Thanks to my first post, i had the chance to have very interesting chat with some cowokers.
One of the main concern was the mandatory apsect of the estimates in specific situations, mostly in order to arbitrate between two projects.
First of all, let me clarify my thoughts about estimates. In order to provide reliable estimate, the following criteria have to be gathered :
- Team should know itself perfectly, knowing precisely what are the strenghts and weakness of each member.
- Team’s codebase should be either blank or without defects
- product should entierely identified and specified, and the Product Owner, as the domain experts, 100% sure of what the final product should be.
I’ll post more on this later, but in my opinion, thoses conditions are at best anti-agile and at worst impossible to get.
Considering this fact, it becomes obvious that in our everyday work, no estimates could be actually accurate. Even if we know our codebase, we are never sure our assumptions are correct. Maybe we’ll have to completely refactor a code area that did not get the initial crafting it deserved?
This lack of precision make estimates a decision making tool of low reliability. Unluckily, estimates are often considered as a sufficient communication tool and justify that product stakholders do not need to work in the same room.
I’d rather like integrated teams, where domain experts, devs, product owners, QAs and Ops are working together, in the same physical place, that facilitate a very short feedback loop, and enable a truly collaborative build of the product. This kind of team often manages to identify then plan achievable user-stories in a sprint, based on business needs. This team’s velocity is now more than a managerial data, but also a value-oriented business data : the number of user-stories going to prod per sprint.
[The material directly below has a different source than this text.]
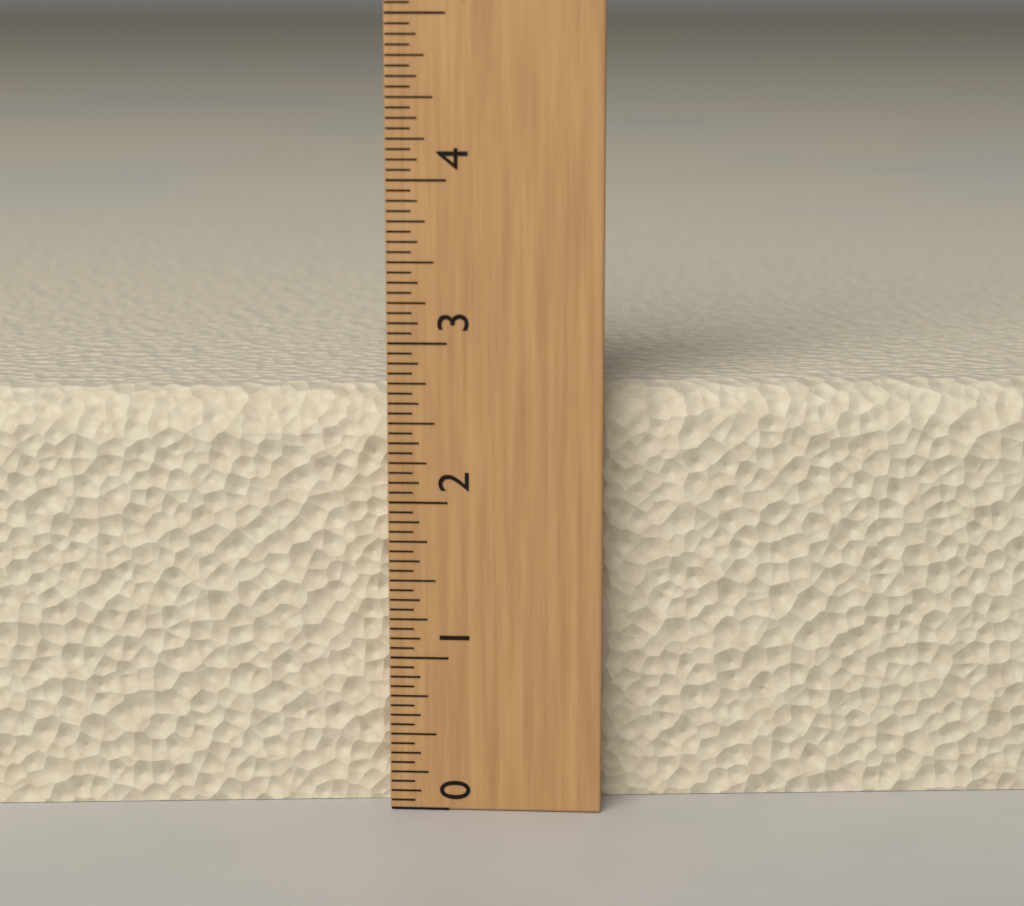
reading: 2.6875 (no unit)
This metric is useful, because it gives more visibility on what a team can achieve in a near future, in a way that is way more reliable and tangible than the traditionnal mand-day estimates.
Another dangerous effect of estimates comes from a psychological aspect : We, developers, are often afraid of failure. When a given task oversteps its original estimates, we feel like we are experiencing a failure. So the estimates tend to become commitment, at the really moment we communicate on it.
When we tell to the team, or managers, that a given task is achievable in one day, we implicitely commit ourselves to perform this task in one day. And two results are possible :
- the estimate was too optimistic : in order to finish in time, we’ll naturally tend to lower the qualtity of our code
- the estimate was too pessimistic : we tend to lose focus, and the productivity of the team can be lowered, in a totally unoticeable way.
But we, developers, feel way less guilty in the second case. So what? Naturally, we tend to add a security range when we give our estimates in order to avoid the first case. And this harness is added in percentage. A common practice is to add 30% to the original estimate. Yes, we literally add an “I don’t truly know my system as well as i want” time to an unreliable estimate, just to not being late on our delivery, to make our managers happy!
That’s why, in my opinion, estimates should not be used as a decision aid tool.